It’s been 50 years since a young academic named David Brewster moved from the East Coast to a sleepy Seattle. Since then, the city has changed dramatically, and Brewster has been a catalyst for much of that change, first as the founding publisher and editor of this newspaper—a role he held for 21 years before selling the paper in 1997—and then as the founder of the event space Town Hall, the online news outlet Crosscut, and other more minor yet still high-minded concerns. This week, at age 76, he will embark on his latest venture, Folio.
A membership library located in the downtown YMCA building, this new institution will provide Seattleites willing to fork over $125 a year a place to study, write, and collaborate. It will also serve as a quasi-public space offering concerts, lectures, and other programming that its founder hopes will cultivate the creative energy in this city. I spoke to Brewster about his latest venture and his legacy.
SW:
You’ve been getting some press on Folio and it’s been receiving some wary responses. Were you surprised by that?
What about the charge that this is an elitist institution?
My answer to that is that it’s $10 a month, which is very reasonably priced. And anyone can join Folio; there’s no question of who are your ancestors or what is your business. These membership libraries have always been leaders in democracy from the beginning, in the 18th century. They had women, they had people who disliked books; they were in no sense an elite organization. And here we are at the Y, and the Y is a wonderful broad-based organization for all kinds of people, all sorts of ethnicities, but of course you have to pay to belong. And the bus system is a public system, but you have to pay in order to get on. Supporting things of worth with membership dues, like public radio, seems to me to be a thing that, once people stop and think about it, yes, that goes on all the time.
You recently wrote a piece in
The
Seattle Times
about the KUOW buyout of KPLU. It felt a bit Pollyanna-ish, downplaying the role an independent KPLU could serve. Do you think that public opposition to the buyout comes from this same place of resistance to new ideas?
Well, I certainly took a storm of criticism from that, and I’ve come to change my mind in seeing the intensity of the loyalty to an independent KPLU. I liked, in general terms, the idea of consolidation of nonprofits and smaller media. I think the result of the decline of the Seattle Post-Intelligencer and the decline of mainstream journalism has been that we have too many fractured organizations that don’t have the throw-weight to really do the stories or enough financial support to be sustainable. So in that context, I liked the idea of having one station being very dominant and really challenging the leading newspaper in town.
Why don’t you get more involved in creating that entity?
I’ve reached the point of not wanting to be involved in any media or certainly starting up anything. But the town doesn’t have much in the way of media criticism, and, as in that story, I like to provoke. I wanted to voice the unpopular but plausible idea that the combination of those two radio stations would be a good thing. I think that what I have found is that the loyalty to KPLU and their way of doing it and also the stubbornness of the staff of wanting to keep doing KPLU the way it is, even though their license holder no longer wants to sustain them, is perhaps a good-enough argument for keeping that independent voice. Or, to put that another way, an indication that the marriage is not going to be terribly successful.
How does Folio fit into your legacy?
You know, I came originally out to Seattle in 1965 to teach English at the University of Washington as an assistant professor, so returning to literature is kind of a neat closing of the circle for me. I think of Folio as a nice last movement where the themes of earlier movements are still to be heard. E
mbaumgarten@seattleweekly.com
This interview has been edited for length and clarity.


→ ABOUT THIS TASK: Which lines of the data include the string "their"? List them all.

→ DATA RECORDS:
_ _ _ _ _
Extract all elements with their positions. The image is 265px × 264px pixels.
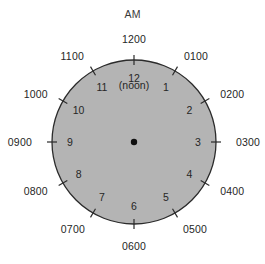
inner-hour-label-6: 6 [131, 200, 137, 212]
inner-hour-label-4: 4 [187, 168, 193, 180]
inner-hour-label-5: 5 [163, 191, 169, 203]
inner-hour-label-2: 2 [187, 104, 193, 116]
noon-annotation: (noon) [119, 79, 149, 91]
military-time-label-0800: 0800 [24, 185, 48, 197]
military-time-label-1000: 1000 [24, 88, 48, 100]
clock-dial-svg: 121234567891011 120001000200030004000500… [0, 0, 265, 264]
military-time-label-0300: 0300 [236, 136, 260, 148]
military-time-label-1100: 1100 [61, 50, 84, 62]
inner-hour-label-11: 11 [97, 81, 108, 93]
military-time-label-0100: 0100 [184, 50, 208, 62]
military-time-label-0500: 0500 [183, 223, 207, 235]
military-time-label-0600: 0600 [122, 240, 146, 252]
inner-hour-label-8: 8 [76, 168, 82, 180]
military-time-label-0200: 0200 [220, 88, 244, 100]
military-time-label-0900: 0900 [8, 136, 32, 148]
military-time-label-1200: 1200 [122, 33, 146, 45]
inner-hour-label-7: 7 [99, 191, 105, 203]
inner-hour-label-3: 3 [195, 136, 201, 148]
military-time-label-0700: 0700 [61, 223, 85, 235]
military-time-clock-figure: AM 121234567891011 120001000200030004000… [0, 0, 265, 264]
military-time-label-0400: 0400 [220, 185, 244, 197]
inner-hour-label-10: 10 [73, 104, 85, 116]
clock-center-dot [131, 139, 137, 145]
inner-hour-label-9: 9 [67, 136, 73, 148]
inner-hour-label-1: 1 [163, 81, 169, 93]
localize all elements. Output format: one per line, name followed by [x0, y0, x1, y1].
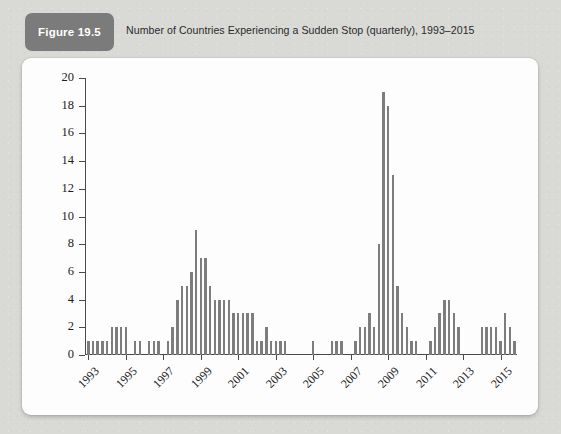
bar — [139, 341, 141, 355]
bar — [382, 92, 384, 355]
y-axis-tick — [79, 355, 85, 356]
bar — [134, 341, 136, 355]
y-axis-tick-label: 12 — [40, 181, 74, 196]
x-axis-tick-label: 2013 — [443, 364, 478, 399]
x-axis-tick-label: 2009 — [368, 364, 403, 399]
bar — [115, 327, 117, 355]
bar — [256, 341, 258, 355]
bar — [335, 341, 337, 355]
bar — [504, 313, 506, 355]
y-axis-tick — [79, 300, 85, 301]
y-axis-tick — [79, 244, 85, 245]
bar — [218, 300, 220, 355]
y-axis-tick-label: 18 — [40, 98, 74, 113]
bar — [209, 286, 211, 355]
bar — [387, 106, 389, 355]
bar — [228, 300, 230, 355]
y-axis-tick-label: 20 — [40, 70, 74, 85]
bar — [106, 341, 108, 355]
y-axis-tick-label: 4 — [40, 292, 74, 307]
bar — [415, 341, 417, 355]
bar — [246, 313, 248, 355]
bar — [190, 272, 192, 355]
x-axis-tick-label: 2001 — [218, 364, 253, 399]
bar — [434, 327, 436, 355]
x-axis-tick-label: 2005 — [293, 364, 328, 399]
bar — [453, 313, 455, 355]
bar — [87, 341, 89, 355]
bar — [148, 341, 150, 355]
x-axis-tick-label: 2011 — [406, 364, 441, 399]
bar — [509, 327, 511, 355]
bar — [96, 341, 98, 355]
y-axis-tick — [79, 106, 85, 107]
y-axis-tick-label: 16 — [40, 125, 74, 140]
bar — [312, 341, 314, 355]
bar — [448, 300, 450, 355]
bar — [195, 230, 197, 355]
x-axis-tick-label: 2003 — [256, 364, 291, 399]
bar — [223, 300, 225, 355]
bar — [359, 327, 361, 355]
bar — [410, 341, 412, 355]
figure-number-badge: Figure 19.5 — [25, 13, 114, 51]
y-axis-tick — [79, 327, 85, 328]
y-axis-tick — [79, 189, 85, 190]
bar — [111, 327, 113, 355]
plot-area: 02468101214161820 1993199519971999200120… — [22, 58, 538, 415]
x-axis-tick-label: 1993 — [68, 364, 103, 399]
bar — [214, 300, 216, 355]
bar — [204, 258, 206, 355]
bar — [200, 258, 202, 355]
bar — [513, 341, 515, 355]
y-axis-tick — [79, 161, 85, 162]
bar — [265, 327, 267, 355]
bar-series — [86, 78, 517, 355]
x-axis-tick-label: 2007 — [331, 364, 366, 399]
y-axis-tick-label: 2 — [40, 319, 74, 334]
bar — [485, 327, 487, 355]
y-axis-tick — [79, 78, 85, 79]
bar — [167, 341, 169, 355]
y-axis-tick — [79, 133, 85, 134]
bar — [495, 327, 497, 355]
bar — [429, 341, 431, 355]
bar — [232, 313, 234, 355]
bar — [331, 341, 333, 355]
y-axis-tick-label: 6 — [40, 264, 74, 279]
bar — [171, 327, 173, 355]
bar — [443, 300, 445, 355]
bar — [270, 341, 272, 355]
figure-header: Figure 19.5 Number of Countries Experien… — [0, 13, 561, 53]
bar — [186, 286, 188, 355]
bar — [284, 341, 286, 355]
y-axis-tick — [79, 217, 85, 218]
bar — [275, 341, 277, 355]
bar — [242, 313, 244, 355]
y-axis-tick-label: 8 — [40, 236, 74, 251]
bar — [181, 286, 183, 355]
bar — [279, 341, 281, 355]
y-axis-tick-label: 0 — [40, 347, 74, 362]
bar — [354, 341, 356, 355]
bar — [481, 327, 483, 355]
bar — [401, 313, 403, 355]
bar — [499, 341, 501, 355]
bar — [101, 341, 103, 355]
bar — [153, 341, 155, 355]
bar — [373, 327, 375, 355]
bar — [125, 327, 127, 355]
bar — [251, 313, 253, 355]
x-axis-tick-label: 1995 — [106, 364, 141, 399]
bar — [260, 341, 262, 355]
y-axis-tick-label: 10 — [40, 209, 74, 224]
figure-19-5: Figure 19.5 Number of Countries Experien… — [0, 0, 561, 434]
bar — [92, 341, 94, 355]
y-axis-tick-label: 14 — [40, 153, 74, 168]
bar — [120, 327, 122, 355]
x-axis-tick-label: 1999 — [181, 364, 216, 399]
bar — [457, 327, 459, 355]
bar — [378, 244, 380, 355]
bar — [396, 286, 398, 355]
y-axis-tick — [79, 272, 85, 273]
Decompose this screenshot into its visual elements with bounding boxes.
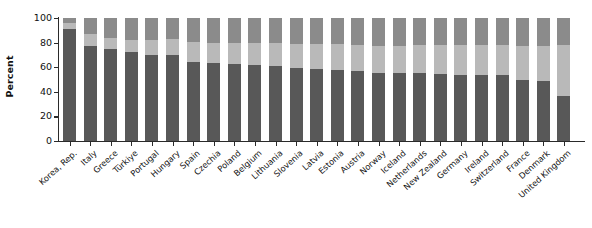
bar-segment-segment-top xyxy=(145,18,158,40)
x-tick-mark xyxy=(399,142,400,146)
bar-segment-segment-bottom xyxy=(496,75,509,141)
x-tick-mark xyxy=(90,142,91,146)
bar-segment-segment-top xyxy=(269,18,282,43)
bar xyxy=(413,18,426,141)
bar-segment-segment-bottom xyxy=(125,52,138,141)
bar-segment-segment-middle xyxy=(248,43,261,65)
bar-segment-segment-top xyxy=(496,18,509,45)
bar-segment-segment-top xyxy=(351,18,364,45)
bar-segment-segment-middle xyxy=(269,43,282,66)
bar xyxy=(434,18,447,141)
bar-segment-segment-top xyxy=(331,18,344,44)
x-tick-label-text: United Kingdom xyxy=(516,148,572,200)
x-tick-mark xyxy=(131,142,132,146)
bar-segment-segment-middle xyxy=(413,45,426,73)
bar-segment-segment-bottom xyxy=(248,65,261,141)
bar xyxy=(331,18,344,141)
x-tick-label-text: New Zealand xyxy=(402,148,449,192)
bar-segment-segment-bottom xyxy=(475,75,488,141)
x-tick-mark xyxy=(255,142,256,146)
plot-area xyxy=(59,18,585,141)
bar-segment-segment-middle xyxy=(475,45,488,75)
x-tick-mark xyxy=(276,142,277,146)
y-axis-title: Percent xyxy=(2,28,16,124)
bar-segment-segment-middle xyxy=(310,44,323,69)
bar-segment-segment-top xyxy=(207,18,220,43)
bar xyxy=(145,18,158,141)
x-tick-label-text: Norway xyxy=(357,148,387,176)
x-tick-mark xyxy=(214,142,215,146)
bar xyxy=(496,18,509,141)
bar-segment-segment-middle xyxy=(63,23,76,29)
bar-segment-segment-middle xyxy=(290,44,303,68)
bar-segment-segment-middle xyxy=(166,39,179,55)
x-tick-mark xyxy=(564,142,565,146)
bar-segment-segment-top xyxy=(310,18,323,44)
x-tick-label-text: Slovenia xyxy=(272,148,305,179)
bar-segment-segment-middle xyxy=(351,45,364,71)
x-tick-label-text: Portugal xyxy=(128,148,160,178)
x-tick-label-text: Latvia xyxy=(300,148,325,172)
x-tick-mark xyxy=(420,142,421,146)
x-tick-mark xyxy=(193,142,194,146)
bar-segment-segment-middle xyxy=(537,46,550,82)
bar-segment-segment-bottom xyxy=(207,63,220,141)
bar xyxy=(475,18,488,141)
x-tick-label-text: Italy xyxy=(79,148,99,167)
bar-segment-segment-bottom xyxy=(516,80,529,142)
x-tick-label-text: Hungary xyxy=(148,148,181,179)
x-tick-mark xyxy=(152,142,153,146)
bar-segment-segment-bottom xyxy=(454,75,467,141)
bar-segment-segment-middle xyxy=(145,40,158,55)
bar-segment-segment-bottom xyxy=(434,74,447,141)
bar-segment-segment-top xyxy=(413,18,426,45)
bar xyxy=(351,18,364,141)
x-tick-label-text: Estonia xyxy=(317,148,346,176)
bar-segment-segment-top xyxy=(248,18,261,43)
bar-segment-segment-bottom xyxy=(63,29,76,141)
x-tick-label-text: Iceland xyxy=(379,148,408,176)
x-axis-line xyxy=(58,141,585,142)
bar xyxy=(207,18,220,141)
bar-segment-segment-middle xyxy=(393,46,406,74)
x-tick-label-text: Korea, Rep. xyxy=(36,148,78,187)
y-tick-label-text: 100 xyxy=(26,13,52,23)
x-tick-label-text: Ireland xyxy=(462,148,490,175)
x-tick-mark xyxy=(234,142,235,146)
y-tick-label-text: 80 xyxy=(26,38,52,48)
bar-segment-segment-middle xyxy=(207,43,220,63)
x-tick-mark xyxy=(440,142,441,146)
bar-segment-segment-middle xyxy=(454,45,467,75)
bar-segment-segment-top xyxy=(84,18,97,34)
y-tick-label-text: 20 xyxy=(26,111,52,121)
bar xyxy=(372,18,385,141)
x-tick-mark xyxy=(482,142,483,146)
x-tick-mark xyxy=(70,142,71,146)
bar xyxy=(557,18,570,141)
bar-segment-segment-top xyxy=(228,18,241,43)
bar xyxy=(125,18,138,141)
bar-segment-segment-middle xyxy=(125,40,138,52)
x-tick-mark xyxy=(358,142,359,146)
bar xyxy=(63,18,76,141)
bar xyxy=(187,18,200,141)
x-tick-label-text: Poland xyxy=(216,148,243,174)
bar-segment-segment-bottom xyxy=(84,46,97,141)
x-tick-mark xyxy=(296,142,297,146)
bar-segment-segment-bottom xyxy=(351,71,364,141)
y-tick-label-text: 0 xyxy=(26,136,52,146)
bar xyxy=(454,18,467,141)
x-tick-mark xyxy=(502,142,503,146)
bar xyxy=(84,18,97,141)
bar-segment-segment-bottom xyxy=(557,96,570,142)
bar xyxy=(166,18,179,141)
bar-segment-segment-middle xyxy=(331,44,344,69)
bar-segment-segment-bottom xyxy=(228,64,241,141)
bar-segment-segment-top xyxy=(104,18,117,38)
stacked-bar-chart: Percent 100806040200 Korea, Rep.ItalyGre… xyxy=(0,0,592,228)
x-tick-label-text: Türkiye xyxy=(111,148,140,175)
bar-segment-segment-bottom xyxy=(331,70,344,141)
x-tick-mark xyxy=(543,142,544,146)
bar xyxy=(310,18,323,141)
bar-segment-segment-middle xyxy=(187,42,200,62)
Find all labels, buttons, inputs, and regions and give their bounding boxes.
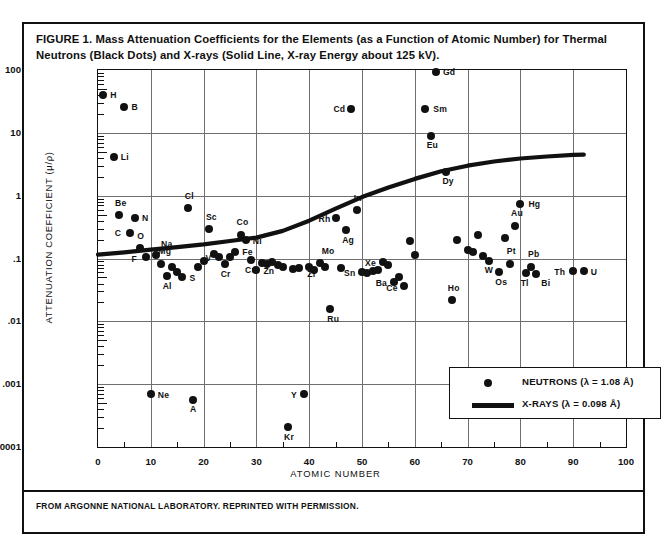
_ _ _ _ _
→ SOLVED EXERCISE:
Extract all elements with their positions. The image is 265px × 264px pixels.
Find all labels, buttons, inputs, and regions and give their bounding boxes.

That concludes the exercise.